Archive of UserLand's first discussion group, started October 5, 1998.

Re: Tales of Woz's Genius

Author:Donald W. Larson
Posted:7/21/2000; 7:01:39 PM
Topic:Re: Tales of Woz's Genius
Msg #:18908
Prev/Next:18907 / 18909

Reference: http://dave.oreillynet.com/stories/storyReader$34

What a great story and takes me back to my first job in the computer industry.

In August 1982, I was hired as the Customer Support Manager for Omega MicroWare, Inc., publishers of LockSmith and other Apple II disk utilities.

LockSmith was the premier copy program of the day for Apple II's. It had ways to nibble-copy disks, edit specific headers and trailers of sectors, and manipulate parameters to overcome almost any copy-protection scheme.
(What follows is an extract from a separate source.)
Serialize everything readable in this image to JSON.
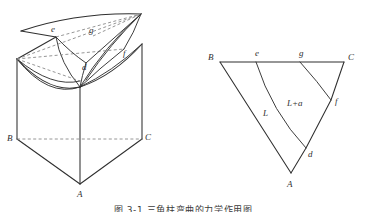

Omega MicroWare sold tens of thousands of copies of LockSmith in the early 1980's.

In fact, Visicalc was the number one program that users bought LockSmith to copy. In those years gone by, many software publishers would not provide a backup or replacement copy of software if the disk became unreadable. Because the Copyright law allowed a user to create a backup copy of software for their own use, Omega MicroWare had a fantastic market niche.

However, we followed a policy and would not publish LockSmith program parameters for publishers that provided a free backup disk or replacement policy for registered users. Many CEO's called me to complain about LockSmith parameters until I told them about that policy. Some changed their tunes afterwards and some continued to complain. The telephone 'hold' button was a marvelous tool in such cases. :-)

Omega MicroWare published pages of program parameters for our users that covered every game and major Apple II program at that time. The copy-protection wars were fought with customers caught in the middle. Eventually, copy-protection stopped being done and it was a good thing. Far too many users were having trouble running non-standard DOS used by copy-protection schemes.

Omega MicroWare wasn't the only game in town. I remember working the 1982 AppleFest in San Francisco and meeting a guy who had a hardware solution to copy-protection. He had created a Apple II board that allowed a copy-protected disk to be loaded into memory and then he had a button attached to a cable that issued a non-maskable interrupt to grab all memory allowing boot-traces and disassembly to take place. One could then write out modified memory to a disk effectively removing the copy-protection.